Pentagon warns that the US is falling behind to China in hypersonic missile race
- Mike Griffin, the undersecretary of defense for research and engineering, said at two congressional hearings that China is beating the US when it comes to hypersonic missile development.
- He also said that the only way the US could win a war against China was through superior technology, and that the US needed to invest more in new projects to regain its technological edge.
- The US Air Force awarded a contract worth up to $1 billion with Lockheed Martin to develop a "hypersonic conventional strike weapon."
Mike Griffin, the undersecretary of defense for research and engineering, made some worrying admissions this week about China's growing military capabilities, and the US' decline in technological advances.
"Our adversaries have taken advantage of what I have referred to as a holiday for the United States," Griffin said Wednesday, referring to the West's victory over its communist rivals in the Cold War. The Pentagon official was speaking at a hearing for the Senate Armed Services Subcommittee on Emerging Threats and Capabilities.
"China has understood fully how to be a superpower," Griffin said. "We gave them the playbook and they are executing."
One problem discussed was anti-access/area denial through the use of hypersonic weapons - missiles or glide vehicles that fly at mach 5 or above, making them so fast that they can bypass almost all current missile defense systems.
"China has fielded or can field ... hypersonic delivery systems for conventional prompt strike than can reach out thousands of kilometers from the Chinese shore, and hold our carrier battle groups or our forward deployed forces ... at risk," he said.
He also added that the US does not have a weapon that can similarly threaten the Chinese, and that the US has no defenses against China's hypersonic missiles.
"We, today, do not have systems which can hold them at risk in a corresponding manner, and we don't have defenses against those systems," Griffin said, adding that "should they choose to deploy them we would be, today, at a disadvantage.
The statements echo similar warnings that Griffin told the House Armed Services Committee a day before. In that hearing, Griffin said that hypersonic weapons were "the most significant advance" made by the US' adversaries.
"We will, with today's defensive systems, not see these things coming," he said Tuesday.
China has already made huge gains over the US when it comes to hypersonic glide vehicles. Russian President Vladimir Putin has also said that Russia successfully tested an "invincible" hypersonic cruise missile.
Months after Putin's announcement, the US Air Force awarded Lockheed Martin with a $1 billion contract to create what is calls "hypersonic conventional strike weapon."
Boeing made a hypersonic vehicle similar to a cruise missile called the X-51 Waverider which first flew in 2010. The device flew mach 5.1 for 6 minutes during one test.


**TASK TO COMPLETE**:
The answer should hold nothing but the lines from the one with "Task: Click on the input: Telefone" through the end of the listing below, each exactly as written.

**DATA SHOWN**:
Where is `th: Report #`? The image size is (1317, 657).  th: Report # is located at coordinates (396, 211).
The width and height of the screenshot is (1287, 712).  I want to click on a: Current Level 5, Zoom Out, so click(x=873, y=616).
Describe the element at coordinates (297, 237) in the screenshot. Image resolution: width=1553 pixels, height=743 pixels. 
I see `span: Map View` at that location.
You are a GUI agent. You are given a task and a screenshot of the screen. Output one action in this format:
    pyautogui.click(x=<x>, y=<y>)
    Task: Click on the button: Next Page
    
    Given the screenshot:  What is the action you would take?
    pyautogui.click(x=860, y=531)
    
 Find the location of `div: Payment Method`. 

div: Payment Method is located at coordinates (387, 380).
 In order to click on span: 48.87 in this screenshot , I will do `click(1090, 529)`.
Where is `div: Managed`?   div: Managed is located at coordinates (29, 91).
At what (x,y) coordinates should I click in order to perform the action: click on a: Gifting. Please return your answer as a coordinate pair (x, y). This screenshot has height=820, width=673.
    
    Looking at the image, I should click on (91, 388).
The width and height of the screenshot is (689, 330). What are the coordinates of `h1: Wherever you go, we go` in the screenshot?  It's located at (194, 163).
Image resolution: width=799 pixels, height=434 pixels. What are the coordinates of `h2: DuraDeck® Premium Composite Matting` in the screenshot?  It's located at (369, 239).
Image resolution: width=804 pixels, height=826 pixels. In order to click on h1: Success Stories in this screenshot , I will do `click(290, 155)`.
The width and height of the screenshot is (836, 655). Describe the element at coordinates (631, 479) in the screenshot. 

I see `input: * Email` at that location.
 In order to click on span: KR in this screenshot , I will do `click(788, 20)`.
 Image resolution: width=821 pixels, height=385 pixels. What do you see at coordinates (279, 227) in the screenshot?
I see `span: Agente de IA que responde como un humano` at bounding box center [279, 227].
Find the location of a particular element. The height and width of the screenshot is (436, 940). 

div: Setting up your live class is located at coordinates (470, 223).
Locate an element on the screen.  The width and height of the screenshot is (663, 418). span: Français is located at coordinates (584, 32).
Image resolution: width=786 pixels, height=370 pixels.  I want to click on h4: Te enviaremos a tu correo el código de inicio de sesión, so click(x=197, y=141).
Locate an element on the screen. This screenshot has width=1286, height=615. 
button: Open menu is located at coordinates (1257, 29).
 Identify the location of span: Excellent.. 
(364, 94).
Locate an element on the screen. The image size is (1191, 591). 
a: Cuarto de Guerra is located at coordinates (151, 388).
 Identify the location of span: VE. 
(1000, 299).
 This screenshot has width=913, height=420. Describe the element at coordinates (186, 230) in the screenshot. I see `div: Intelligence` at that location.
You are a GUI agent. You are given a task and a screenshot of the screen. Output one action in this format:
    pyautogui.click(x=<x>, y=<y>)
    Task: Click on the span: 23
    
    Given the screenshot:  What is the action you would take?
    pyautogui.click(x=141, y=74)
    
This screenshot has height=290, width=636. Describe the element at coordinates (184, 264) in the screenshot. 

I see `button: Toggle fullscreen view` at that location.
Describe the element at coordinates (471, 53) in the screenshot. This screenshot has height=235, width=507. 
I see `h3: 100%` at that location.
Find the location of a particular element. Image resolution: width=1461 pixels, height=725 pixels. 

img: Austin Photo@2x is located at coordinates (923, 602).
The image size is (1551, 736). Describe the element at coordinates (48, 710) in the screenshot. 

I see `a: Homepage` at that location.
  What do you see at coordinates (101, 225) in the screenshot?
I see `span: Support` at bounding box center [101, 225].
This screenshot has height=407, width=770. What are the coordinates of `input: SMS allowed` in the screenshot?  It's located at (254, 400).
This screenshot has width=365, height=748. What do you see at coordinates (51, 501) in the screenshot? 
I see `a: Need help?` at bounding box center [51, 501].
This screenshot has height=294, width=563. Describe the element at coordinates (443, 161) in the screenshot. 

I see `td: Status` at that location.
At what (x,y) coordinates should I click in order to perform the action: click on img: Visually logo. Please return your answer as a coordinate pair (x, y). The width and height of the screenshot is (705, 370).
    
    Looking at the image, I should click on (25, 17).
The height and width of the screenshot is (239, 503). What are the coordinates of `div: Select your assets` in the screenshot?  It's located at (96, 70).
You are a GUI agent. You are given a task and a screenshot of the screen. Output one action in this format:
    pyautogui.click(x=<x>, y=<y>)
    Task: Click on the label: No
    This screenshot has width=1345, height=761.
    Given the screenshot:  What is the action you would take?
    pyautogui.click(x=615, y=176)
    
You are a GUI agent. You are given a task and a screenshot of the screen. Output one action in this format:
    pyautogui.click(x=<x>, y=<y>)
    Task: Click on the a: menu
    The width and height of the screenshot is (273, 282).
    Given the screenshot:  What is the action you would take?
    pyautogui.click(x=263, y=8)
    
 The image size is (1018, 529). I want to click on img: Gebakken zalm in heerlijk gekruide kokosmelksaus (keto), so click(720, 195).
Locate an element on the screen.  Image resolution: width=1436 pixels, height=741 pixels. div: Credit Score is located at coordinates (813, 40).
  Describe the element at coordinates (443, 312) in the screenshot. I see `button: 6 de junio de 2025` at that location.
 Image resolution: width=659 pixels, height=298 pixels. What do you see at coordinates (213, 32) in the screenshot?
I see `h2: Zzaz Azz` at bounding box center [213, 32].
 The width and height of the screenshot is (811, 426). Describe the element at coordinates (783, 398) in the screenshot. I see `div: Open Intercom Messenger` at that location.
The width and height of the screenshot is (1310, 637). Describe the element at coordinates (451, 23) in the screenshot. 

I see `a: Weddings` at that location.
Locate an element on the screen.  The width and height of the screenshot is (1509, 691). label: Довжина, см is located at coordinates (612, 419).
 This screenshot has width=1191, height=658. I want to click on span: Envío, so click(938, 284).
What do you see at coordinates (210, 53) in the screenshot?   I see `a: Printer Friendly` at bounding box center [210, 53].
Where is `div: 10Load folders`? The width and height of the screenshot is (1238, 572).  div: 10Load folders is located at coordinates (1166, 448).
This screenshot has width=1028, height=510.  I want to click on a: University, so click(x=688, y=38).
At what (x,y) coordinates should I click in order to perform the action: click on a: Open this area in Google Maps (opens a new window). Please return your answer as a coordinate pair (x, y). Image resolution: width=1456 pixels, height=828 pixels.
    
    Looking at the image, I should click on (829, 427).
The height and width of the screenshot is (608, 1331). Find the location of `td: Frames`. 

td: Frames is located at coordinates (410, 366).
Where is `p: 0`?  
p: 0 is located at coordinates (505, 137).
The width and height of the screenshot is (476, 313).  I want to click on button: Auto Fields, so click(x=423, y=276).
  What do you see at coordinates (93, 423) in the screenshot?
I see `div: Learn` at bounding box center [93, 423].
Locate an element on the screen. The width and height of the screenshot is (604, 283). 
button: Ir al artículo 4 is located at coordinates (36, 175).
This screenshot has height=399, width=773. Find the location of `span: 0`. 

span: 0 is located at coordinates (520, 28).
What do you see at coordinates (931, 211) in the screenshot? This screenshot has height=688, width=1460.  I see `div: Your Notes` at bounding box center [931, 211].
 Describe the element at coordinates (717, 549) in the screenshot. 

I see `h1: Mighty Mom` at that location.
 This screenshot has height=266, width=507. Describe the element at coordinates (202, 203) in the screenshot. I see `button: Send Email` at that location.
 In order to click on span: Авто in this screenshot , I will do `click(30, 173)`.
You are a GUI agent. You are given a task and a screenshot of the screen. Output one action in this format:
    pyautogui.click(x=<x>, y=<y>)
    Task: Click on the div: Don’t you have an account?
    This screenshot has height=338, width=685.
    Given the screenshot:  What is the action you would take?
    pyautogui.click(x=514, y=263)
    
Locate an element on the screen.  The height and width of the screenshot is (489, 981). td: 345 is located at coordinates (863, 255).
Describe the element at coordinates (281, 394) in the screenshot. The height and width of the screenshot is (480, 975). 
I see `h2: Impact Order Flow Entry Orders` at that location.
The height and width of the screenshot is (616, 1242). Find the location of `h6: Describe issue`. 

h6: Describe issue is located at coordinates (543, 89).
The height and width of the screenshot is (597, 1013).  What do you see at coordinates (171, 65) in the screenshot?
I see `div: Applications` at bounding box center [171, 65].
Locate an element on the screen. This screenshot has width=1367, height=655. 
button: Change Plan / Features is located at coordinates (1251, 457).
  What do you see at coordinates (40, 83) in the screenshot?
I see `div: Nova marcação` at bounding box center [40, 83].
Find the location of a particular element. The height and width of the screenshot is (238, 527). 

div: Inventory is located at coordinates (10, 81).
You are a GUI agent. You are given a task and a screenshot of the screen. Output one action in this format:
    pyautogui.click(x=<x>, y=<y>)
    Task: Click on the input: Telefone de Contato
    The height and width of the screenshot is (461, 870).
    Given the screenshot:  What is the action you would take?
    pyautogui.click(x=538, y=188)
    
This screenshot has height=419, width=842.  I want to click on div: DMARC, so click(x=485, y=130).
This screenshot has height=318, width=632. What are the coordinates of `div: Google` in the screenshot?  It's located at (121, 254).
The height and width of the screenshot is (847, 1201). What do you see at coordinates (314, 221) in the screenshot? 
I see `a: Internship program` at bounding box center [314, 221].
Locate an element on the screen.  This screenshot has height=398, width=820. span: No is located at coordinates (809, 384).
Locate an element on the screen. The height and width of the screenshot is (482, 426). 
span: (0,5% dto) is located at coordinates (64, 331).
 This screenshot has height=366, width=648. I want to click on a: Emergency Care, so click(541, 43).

**SOLUTION TO THIS PROBLEM**:
    Task: Click on the input: Telefone de Contato
    The height and width of the screenshot is (461, 870).
    Given the screenshot:  What is the action you would take?
    pyautogui.click(x=538, y=188)
    
This screenshot has height=419, width=842.  I want to click on div: DMARC, so click(x=485, y=130).
This screenshot has height=318, width=632. What are the coordinates of `div: Google` in the screenshot?  It's located at (121, 254).
The height and width of the screenshot is (847, 1201). What do you see at coordinates (314, 221) in the screenshot? 
I see `a: Internship program` at bounding box center [314, 221].
Locate an element on the screen.  This screenshot has height=398, width=820. span: No is located at coordinates (809, 384).
Locate an element on the screen. The height and width of the screenshot is (482, 426). 
span: (0,5% dto) is located at coordinates (64, 331).
 This screenshot has height=366, width=648. I want to click on a: Emergency Care, so click(541, 43).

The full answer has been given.